El Presidente Nicolás Maduro durante un evento en el Palacio de Miraflores

Trump, Venezuela and the Edge of Intervention: Between Regime Change and Democratic Reconstruction

After nearly three decades of chavismo, an ideology that began as a populist project and degenerated into an authoritarian regime intertwined with narcotrafficking. Venezuela stands exhausted and unstable, facing what appears to be one of the most critical moments in its modern history. With roughly 20% of U.S. naval power deployed in the Caribbean and pointed directly toward Venezuelan territory. Now, the country seems to be on the verge of a U.S. military intervention whose scale, motives, and duration could determine whether a future post-Maduro government emerges with legitimacy and strength.

Despite reports suggesting a potential slowdown in Washington, the level of military mobilization makes it increasingly unlikely that Trump can retreat without immense political and symbolic costs. To be labeled indecisive or cowardly is something a figure as image-conscious and combative as Trump would hardly tolerate. With that in mind, a series of essential questions emerges: What condition is Venezuela in? What strategic objective might Trump be pursuing by escalating military pressure? And which post-intervention scenario would avoid eroding the legitimacy of a new Venezuelan government, as occurred with Panama’s Guillermo Endara after the 1989 invasion?

Venezuela’s internal situation

Venezuela’s internal situation has reached a dead end. Fourteen years of Hugo Chávez and twelve of Nicolás Maduro, marked by manipulated reelections in 2019 and 2024, have left the political opposition cornered. Every strategy attempted over two decades has failed. Mass protests, international pressure, sanctioned-backed negotiations, external mediation, sanctions, and parallel government experiments such as the Guaidó mandate. Maduro refused to acknowledge the opposition’s overwhelming victory in the July 2024 election. This despite evidence that over 70% of voting records supported María Corina Machado’s win. This led to opposition being crushed through repression, legal maneuvering, and insufficient global pressure. Today, Machado is in hiding, Edmundo González is in exile, and the opposition has little capacity to force a transition without U.S. intervention.

US intentions

This context makes Washington’s intentions crucial. For now, Trump has deployed massive military assets near Venezuela’s coast. These were ordered to strike against drug-trafficking vessels since September, and repeatedly stated that “all options remain on the table.” These moves seem designed to apply psychological pressure on Maduro, the armed forces, and the regime’s foreign partners including Russia, China, Iran, Brazil, Mexico, and Colombia. But by committing such overwhelming force, Trump appears to have crossed a threshold: every day without Maduro’s removal now weakens Washington’s hand and emboldens Caracas.

Given the trajectory, an American incursion seems increasingly plausible. The spectrum of military options ranges from air and missile strikes against high-value targets to a full-scale invasion combining airpower and ground forces. The first option would focus on decapitating Maduro’s inner circle and neutralizing strategic assets, leaving Venezuelans to reclaim institutions and streets. A second option, likely if the stated mission becomes “restoring democracy”, would require a longer-term troop presence to eliminate resistance, stabilize territory, install a transitional government, and supervise new elections.

Central question for the future of Venezuela’s autonomy

At the center of these scenarios lies the critical question. Would Washington support a genuinely strong Venezuelan leadership capable of independently rebuilding institutions, or would it seek to shape Venezuela’s post-conflict political order according to American interests? The difference is decisive. If the Trump administration respects María Corina Machado’s leadership and gives her space to direct reconstruction, Venezuela could begin a difficult but authentic path toward restoring democratic legitimacy. But if the U.S. attempts to micromanage the transition, limiting Machado’s autonomy or imposing decisions from above, it risks repeating the mistake made in Panama, where swearing in Endara on a U.S. base fatally weakened his legitimacy from the start.

The coming months will clarify whether the crisis culminates in a high-scale intervention, whether such an operation is justified as a counter-narcotics mission or as a regime-change-and-democratic-restoration effort, and whether Trump is willing to respect Venezuelan leadership in the process. For now, uncertainty prevails.  The timeline, objectives, and political aftermath of a possible intervention remain opaque, as does the extent to which Washington will allow Venezuelans, rather than foreign hands, to shape the country’s return to democracy.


Using the entries below, copy out all lines where "intermediate" is found.

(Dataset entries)
-*-
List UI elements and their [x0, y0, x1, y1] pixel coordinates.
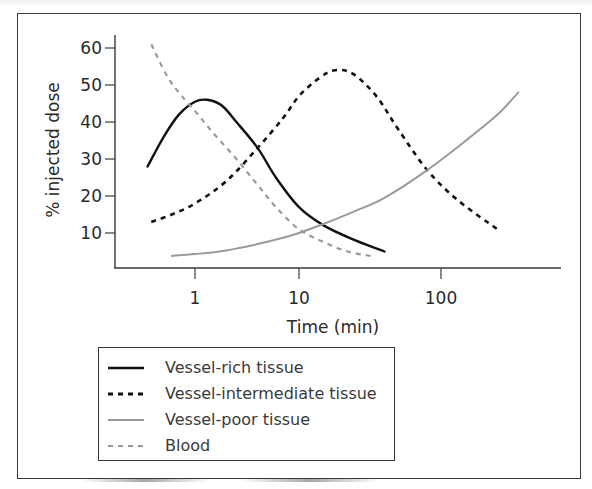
y-ticks: 60 50 40 30 20 10 — [80, 38, 115, 243]
x-tick-label-1: 1 — [190, 288, 201, 308]
legend-label: Vessel-poor tissue — [165, 408, 310, 432]
solid-black-line-icon — [107, 360, 145, 376]
series-vessel-intermediate-tissue — [151, 70, 497, 229]
legend-label: Blood — [165, 434, 210, 458]
legend-item-vessel-intermediate: Vessel-intermediate tissue — [99, 382, 394, 408]
y-tick-label-50: 50 — [80, 75, 102, 95]
legend-label: Vessel-rich tissue — [165, 356, 304, 380]
legend-item-vessel-poor: Vessel-poor tissue — [99, 408, 394, 434]
series-vessel-rich-tissue — [148, 99, 385, 251]
y-tick-label-40: 40 — [80, 112, 102, 132]
solid-gray-line-icon — [107, 412, 145, 428]
dashed-gray-line-icon — [107, 438, 145, 454]
legend-item-blood: Blood — [99, 434, 394, 460]
legend-item-vessel-rich: Vessel-rich tissue — [99, 356, 394, 382]
y-tick-label-20: 20 — [80, 186, 102, 206]
legend-label: Vessel-intermediate tissue — [165, 382, 377, 406]
x-axis-title: Time (min) — [286, 317, 379, 337]
series-vessel-poor-tissue — [172, 92, 518, 256]
chart-legend: Vessel-rich tissue Vessel-intermediate t… — [98, 347, 395, 461]
bottom-shadow-right — [240, 479, 380, 482]
x-tick-label-10: 10 — [288, 288, 310, 308]
y-tick-label-10: 10 — [80, 223, 102, 243]
bottom-shadow-left — [80, 479, 210, 482]
y-tick-label-30: 30 — [80, 149, 102, 169]
y-tick-label-60: 60 — [80, 38, 102, 58]
dashed-black-line-icon — [107, 386, 145, 402]
x-tick-label-100: 100 — [425, 288, 457, 308]
series-blood — [151, 44, 370, 256]
x-ticks: 1 10 100 — [190, 268, 458, 308]
y-axis-title: % injected dose — [43, 82, 63, 217]
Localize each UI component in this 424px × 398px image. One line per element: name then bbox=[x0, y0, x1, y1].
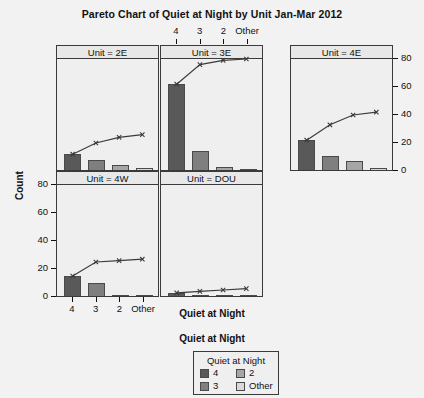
plot-area-4w bbox=[57, 185, 158, 297]
plot-area-2e bbox=[57, 59, 158, 171]
left-axis-tick-label: 0 bbox=[0, 290, 48, 301]
bottom-axis-tick-mark bbox=[143, 297, 144, 302]
legend-title: Quiet at Night bbox=[0, 333, 424, 344]
bottom-axis-tick-mark bbox=[72, 297, 73, 302]
right-axis-tick-mark bbox=[393, 170, 398, 171]
cumulative-line-2e bbox=[57, 59, 158, 171]
right-axis-tick-label: 0 bbox=[401, 164, 406, 175]
panel-strip-label-4w: Unit = 4W bbox=[57, 172, 158, 185]
right-axis-tick-label: 60 bbox=[401, 80, 412, 91]
chart-canvas: Pareto Chart of Quiet at Night by Unit J… bbox=[0, 0, 424, 398]
plot-area-dou bbox=[161, 185, 262, 297]
top-axis-tick-label: 2 bbox=[221, 25, 226, 36]
left-axis-tick-mark bbox=[51, 296, 56, 297]
legend-item-label: 3 bbox=[213, 381, 218, 391]
bottom-axis-tick-mark bbox=[119, 297, 120, 302]
top-axis-tick-mark bbox=[247, 39, 248, 44]
bottom-axis-tick-mark bbox=[96, 297, 97, 302]
legend-swatch-icon bbox=[200, 382, 209, 391]
panel-2e: Unit = 2E bbox=[56, 45, 159, 171]
legend-item-label: Other bbox=[249, 381, 273, 391]
legend-item-label: 2 bbox=[249, 368, 254, 378]
panel-strip-label-3e: Unit = 3E bbox=[161, 46, 262, 59]
cumulative-line-3e bbox=[161, 59, 262, 171]
top-axis-tick-label: Other bbox=[235, 25, 259, 36]
panel-strip-label-dou: Unit = DOU bbox=[161, 172, 262, 185]
chart-title: Pareto Chart of Quiet at Night by Unit J… bbox=[0, 8, 424, 20]
x-axis-label: Quiet at Night bbox=[0, 308, 424, 319]
panel-strip-label-2e: Unit = 2E bbox=[57, 46, 158, 59]
left-axis-tick-mark bbox=[51, 184, 56, 185]
cumulative-line-4e bbox=[291, 59, 392, 171]
panel-4e: Unit = 4E bbox=[290, 45, 393, 171]
left-axis-tick-mark bbox=[51, 212, 56, 213]
top-axis-tick-label: 3 bbox=[197, 25, 202, 36]
right-axis-tick-mark bbox=[393, 142, 398, 143]
plot-area-3e bbox=[161, 59, 262, 171]
top-axis-tick-mark bbox=[176, 39, 177, 44]
left-axis-tick-mark bbox=[51, 240, 56, 241]
right-axis-tick-mark bbox=[393, 58, 398, 59]
top-axis-tick-label: 4 bbox=[173, 25, 178, 36]
top-axis-tick-mark bbox=[223, 39, 224, 44]
right-axis-tick-label: 80 bbox=[401, 52, 412, 63]
cumulative-line-4w bbox=[57, 185, 158, 297]
cumulative-line-dou bbox=[161, 185, 262, 297]
legend-header: Quiet at Night bbox=[194, 355, 278, 366]
right-axis-tick-mark bbox=[393, 114, 398, 115]
panel-dou: Unit = DOU bbox=[160, 171, 263, 297]
panel-4w: Unit = 4W bbox=[56, 171, 159, 297]
legend-item[interactable]: 4 bbox=[200, 368, 218, 378]
legend-item-label: 4 bbox=[213, 368, 218, 378]
legend-item[interactable]: Other bbox=[236, 381, 273, 391]
legend-item[interactable]: 2 bbox=[236, 368, 254, 378]
right-axis-tick-label: 20 bbox=[401, 136, 412, 147]
plot-area-4e bbox=[291, 59, 392, 171]
right-axis-tick-label: 40 bbox=[401, 108, 412, 119]
y-axis-label: Count bbox=[14, 171, 25, 200]
legend-swatch-icon bbox=[200, 369, 209, 378]
right-axis-tick-mark bbox=[393, 86, 398, 87]
legend-swatch-icon bbox=[236, 369, 245, 378]
legend: Quiet at Night 432Other bbox=[193, 351, 279, 395]
panel-strip-label-4e: Unit = 4E bbox=[291, 46, 392, 59]
legend-item[interactable]: 3 bbox=[200, 381, 218, 391]
left-axis-tick-label: 60 bbox=[0, 206, 48, 217]
panel-3e: Unit = 3E bbox=[160, 45, 263, 171]
top-axis-tick-mark bbox=[200, 39, 201, 44]
left-axis-tick-mark bbox=[51, 268, 56, 269]
legend-swatch-icon bbox=[236, 382, 245, 391]
left-axis-tick-label: 20 bbox=[0, 262, 48, 273]
left-axis-tick-label: 40 bbox=[0, 234, 48, 245]
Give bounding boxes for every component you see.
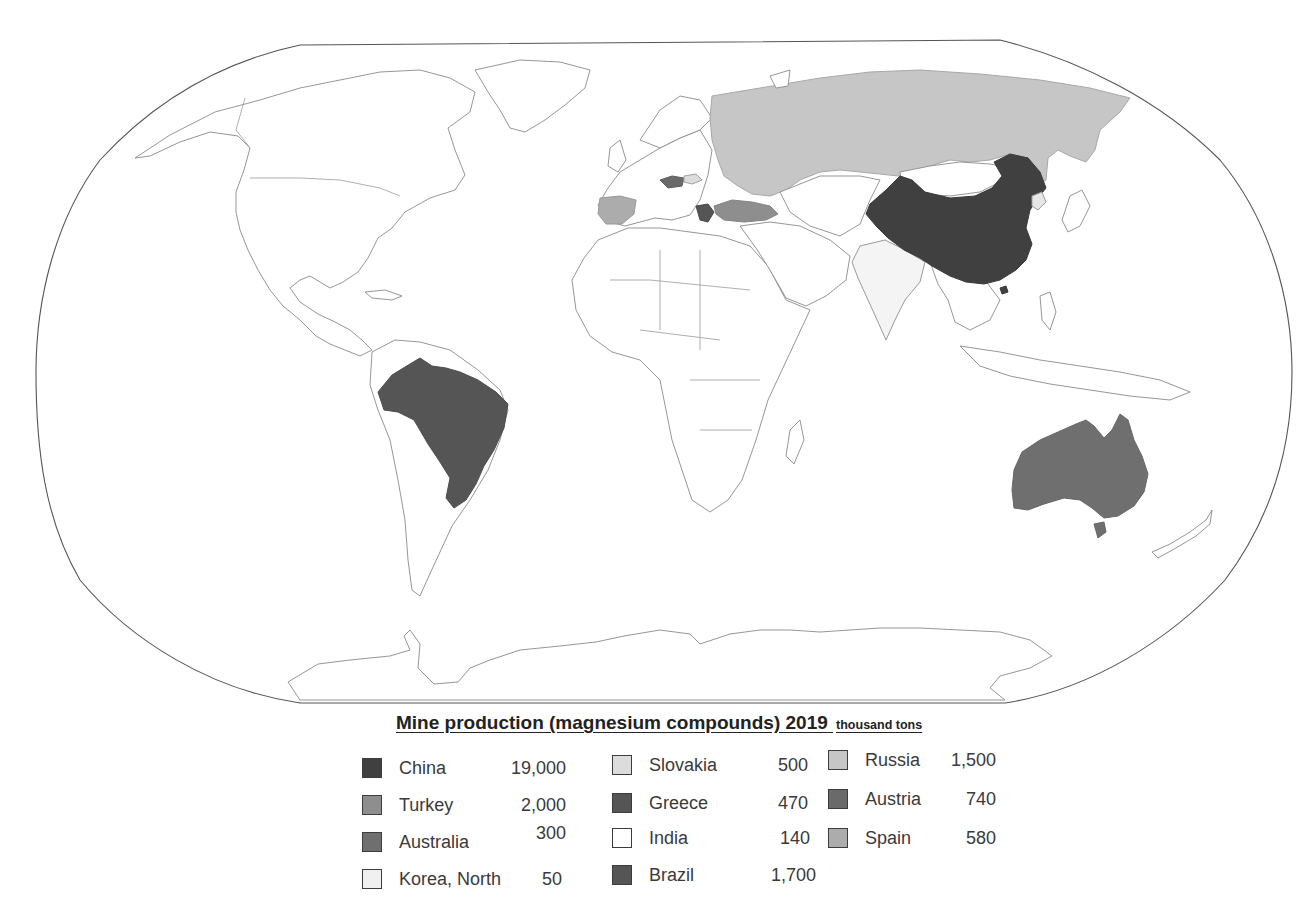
legend-name: Greece	[649, 793, 708, 814]
legend-title-text: Mine production (magnesium compounds) 20…	[396, 712, 828, 733]
legend-value: 50	[474, 869, 562, 890]
legend-value: 140	[732, 828, 810, 849]
legend-item-brazil: Brazil 1,700	[612, 862, 694, 888]
legend-item-india: India 140	[612, 825, 688, 851]
legend-swatch	[362, 832, 382, 852]
legend-swatch	[828, 789, 848, 809]
legend-value: 1,500	[930, 750, 996, 771]
legend-name: Austria	[865, 789, 921, 810]
legend-name: Russia	[865, 750, 920, 771]
legend-value: 300	[474, 823, 566, 844]
legend-value: 19,000	[474, 758, 566, 779]
legend-unit: thousand tons	[836, 718, 922, 732]
legend-swatch	[828, 828, 848, 848]
legend-value: 2,000	[474, 795, 566, 816]
legend-name: Spain	[865, 828, 911, 849]
legend-value: 500	[732, 755, 808, 776]
legend-swatch	[612, 865, 632, 885]
legend-value: 740	[930, 789, 996, 810]
legend-name: Slovakia	[649, 755, 717, 776]
legend-name: India	[649, 828, 688, 849]
legend-item-turkey: Turkey 2,000	[362, 792, 453, 818]
legend-swatch	[362, 795, 382, 815]
legend-item-slovakia: Slovakia 500	[612, 752, 717, 778]
legend-name: Turkey	[399, 795, 453, 816]
legend: Mine production (magnesium compounds) 20…	[352, 712, 1012, 902]
legend-swatch	[362, 758, 382, 778]
legend-item-austria: Austria 740	[828, 786, 921, 812]
legend-item-russia: Russia 1,500	[828, 747, 920, 773]
legend-item-greece: Greece 470	[612, 790, 708, 816]
legend-swatch	[612, 793, 632, 813]
legend-value: 470	[732, 793, 808, 814]
legend-item-korea-north: Korea, North 50	[362, 866, 501, 892]
legend-name: Brazil	[649, 865, 694, 886]
legend-swatch	[612, 755, 632, 775]
legend-item-australia: Australia 300	[362, 829, 469, 855]
legend-name: Australia	[399, 832, 469, 853]
legend-value: 1,700	[732, 865, 816, 886]
hainan	[1000, 286, 1008, 294]
legend-swatch	[828, 750, 848, 770]
legend-item-china: China 19,000	[362, 755, 446, 781]
legend-swatch	[612, 828, 632, 848]
legend-item-spain: Spain 580	[828, 825, 911, 851]
legend-name: China	[399, 758, 446, 779]
legend-value: 580	[930, 828, 996, 849]
legend-swatch	[362, 869, 382, 889]
legend-title: Mine production (magnesium compounds) 20…	[396, 712, 922, 734]
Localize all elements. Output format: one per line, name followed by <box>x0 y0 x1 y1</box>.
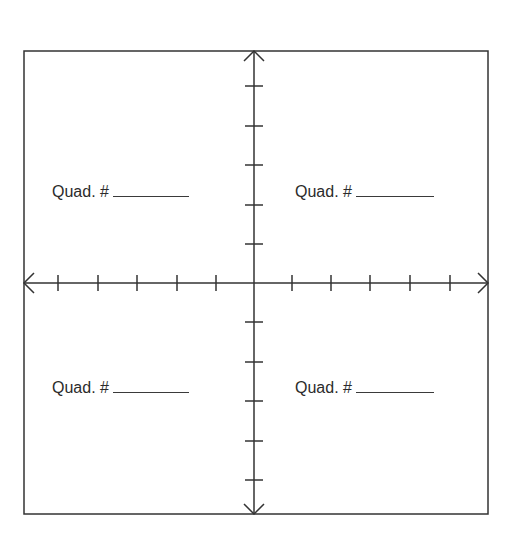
quadrant-label-top-left: Quad. # <box>52 184 189 200</box>
quadrant-label-bottom-right: Quad. # <box>295 380 434 396</box>
quadrant-prefix: Quad. # <box>52 379 109 396</box>
quadrant-prefix: Quad. # <box>295 379 352 396</box>
quadrant-label-top-right: Quad. # <box>295 184 434 200</box>
quadrant-label-bottom-left: Quad. # <box>52 380 189 396</box>
quadrant-prefix: Quad. # <box>295 183 352 200</box>
quadrant-answer-blank[interactable] <box>356 391 434 393</box>
quadrant-answer-blank[interactable] <box>113 195 189 197</box>
quadrant-answer-blank[interactable] <box>113 391 189 393</box>
quadrant-prefix: Quad. # <box>52 183 109 200</box>
coordinate-plane <box>0 0 512 534</box>
quadrant-answer-blank[interactable] <box>356 195 434 197</box>
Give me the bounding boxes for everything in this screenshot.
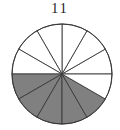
pie-chart bbox=[0, 0, 120, 130]
pie-figure: 11 bbox=[0, 0, 120, 130]
pie-slice-group bbox=[12, 24, 112, 124]
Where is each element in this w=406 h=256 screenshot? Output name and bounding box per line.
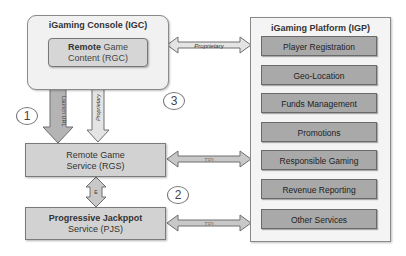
rgs-line1: Remote Game bbox=[26, 150, 165, 161]
rgc-line1-bold: Remote bbox=[68, 42, 101, 52]
service-funds-management: Funds Management bbox=[261, 93, 377, 113]
rgc-line2: Content (RGC) bbox=[49, 53, 147, 64]
pjs-line1: Progressive Jackppot bbox=[26, 213, 165, 224]
pjs-line2: Service (PJS) bbox=[26, 224, 165, 235]
service-responsible-gaming: Responsible Gaming bbox=[261, 150, 377, 170]
arrow-label-tpi-rgs: TPI bbox=[204, 157, 214, 163]
arrow-launch-url: Launch URL bbox=[43, 88, 73, 143]
service-player-registration: Player Registration bbox=[261, 36, 377, 56]
arrow-igc-igp: Proprietary bbox=[167, 37, 251, 53]
marker-2: 2 bbox=[167, 186, 189, 204]
rgc-line1: Remote Game bbox=[49, 42, 147, 53]
igaming-console-title: iGaming Console (IGC) bbox=[28, 20, 168, 30]
arrow-pjs-igp: TPI bbox=[167, 215, 251, 231]
arrow-label-launch-url: Launch URL bbox=[61, 96, 67, 127]
arrow-label-proprietary-vertical: Proprietary bbox=[95, 93, 101, 121]
igaming-console-box: iGaming Console (IGC) Remote Game Conten… bbox=[27, 15, 169, 90]
igaming-platform-box: iGaming Platform (IGP) Player Registrati… bbox=[250, 17, 391, 242]
marker-3: 3 bbox=[163, 92, 185, 110]
rgs-line2: Service (RGS) bbox=[26, 161, 165, 172]
service-other-services: Other Services bbox=[261, 209, 377, 229]
marker-1: 1 bbox=[16, 107, 38, 125]
rgc-line1-rest: Game bbox=[101, 42, 128, 52]
arrow-rgs-igp: TPI bbox=[167, 151, 251, 167]
service-promotions: Promotions bbox=[261, 122, 377, 142]
remote-game-content-box: Remote Game Content (RGC) bbox=[48, 38, 148, 67]
progressive-jackpot-service-box: Progressive Jackppot Service (PJS) bbox=[25, 207, 166, 240]
arrow-label-proprietary-top: Proprietary bbox=[194, 43, 224, 49]
service-geo-location: Geo-Location bbox=[261, 65, 377, 85]
remote-game-service-box: Remote Game Service (RGS) bbox=[25, 143, 166, 177]
igaming-platform-title: iGaming Platform (IGP) bbox=[251, 23, 390, 33]
arrow-label-tpi-pjs: TPI bbox=[204, 221, 214, 227]
service-revenue-reporting: Revenue Reporting bbox=[261, 179, 377, 199]
arrow-rgs-pjs: E bbox=[86, 177, 106, 207]
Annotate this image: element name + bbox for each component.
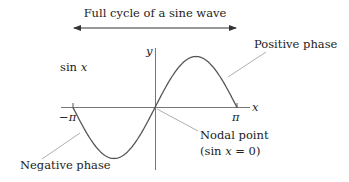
positive-phase-leader (228, 52, 266, 77)
tick-label-neg-pi: −π (59, 110, 77, 124)
function-label: sin x (60, 60, 88, 74)
nodal-point-leader (157, 109, 198, 131)
nodal-point-label: Nodal point (200, 128, 269, 142)
diagram-title: Full cycle of a sine wave (84, 6, 227, 20)
nodal-condition-label: (sin x = 0) (200, 144, 260, 158)
positive-phase-label: Positive phase (254, 37, 338, 51)
x-axis-label: x (252, 100, 259, 114)
y-axis-label: y (145, 44, 153, 58)
negative-phase-leader (42, 133, 80, 159)
negative-phase-label: Negative phase (20, 158, 111, 172)
sine-wave-diagram: Full cycle of a sine wave x y −π π sin x… (0, 0, 349, 182)
tick-label-pi: π (231, 110, 240, 124)
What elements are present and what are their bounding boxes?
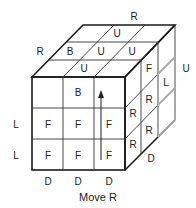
outer-label-left-row3: L [13, 150, 19, 161]
outer-label-top-left: R [36, 46, 43, 57]
top-label-r3c2: U [80, 63, 87, 74]
front-label-r3c2: F [75, 150, 81, 161]
right-label-r1c2: L [163, 77, 169, 88]
front-label-r2c1: F [45, 119, 51, 130]
up-arrow-icon [98, 90, 104, 160]
outer-label-bottom-col1: D [44, 176, 51, 187]
top-label-r2c2: U [97, 46, 104, 57]
rotated-slice [158, 57, 175, 137]
top-label-r1c2: U [113, 28, 120, 39]
outer-label-left-row2: L [13, 119, 19, 130]
outer-label-bottom-col3: D [105, 176, 112, 187]
front-label-r2c2: F [75, 119, 81, 130]
outer-label-bottom-col2: D [74, 176, 81, 187]
right-label-r3c1b: R [129, 139, 136, 150]
front-label-r3c1: F [45, 150, 51, 161]
right-label-r3c1: R [129, 108, 136, 119]
rubiks-cube-diagram: B F F F F F F U B U U U F L R R R R R R … [0, 0, 196, 208]
outer-label-right-side: U [182, 63, 189, 74]
front-label-r2c3: F [106, 119, 112, 130]
front-label-r1c2: B [75, 87, 82, 98]
top-label-r2c1: B [67, 46, 74, 57]
right-label-r1c1: F [146, 63, 152, 74]
caption: Move R [79, 191, 117, 203]
top-label-r2c3: U [128, 46, 135, 57]
outer-label-right-bottom: D [147, 153, 154, 164]
outer-label-top-back: R [130, 11, 137, 22]
right-label-r2c1: R [145, 94, 152, 105]
front-label-r3c3: F [106, 150, 112, 161]
right-label-r2c2: R [145, 125, 152, 136]
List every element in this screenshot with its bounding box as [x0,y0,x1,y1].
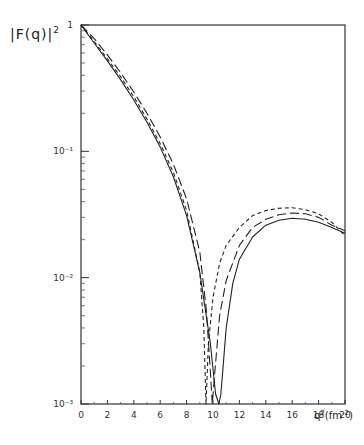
-*-
OUTPUT OF THE TASK —
series-vessel-intermediate-tissue — [151, 70, 497, 229]
legend-item-vessel-intermediate: Vessel-intermediate tissue — [99, 382, 394, 408]
legend-label: Vessel-intermediate tissue — [165, 382, 377, 406]
chart-legend: Vessel-rich tissue Vessel-intermediate t… — [98, 347, 395, 461]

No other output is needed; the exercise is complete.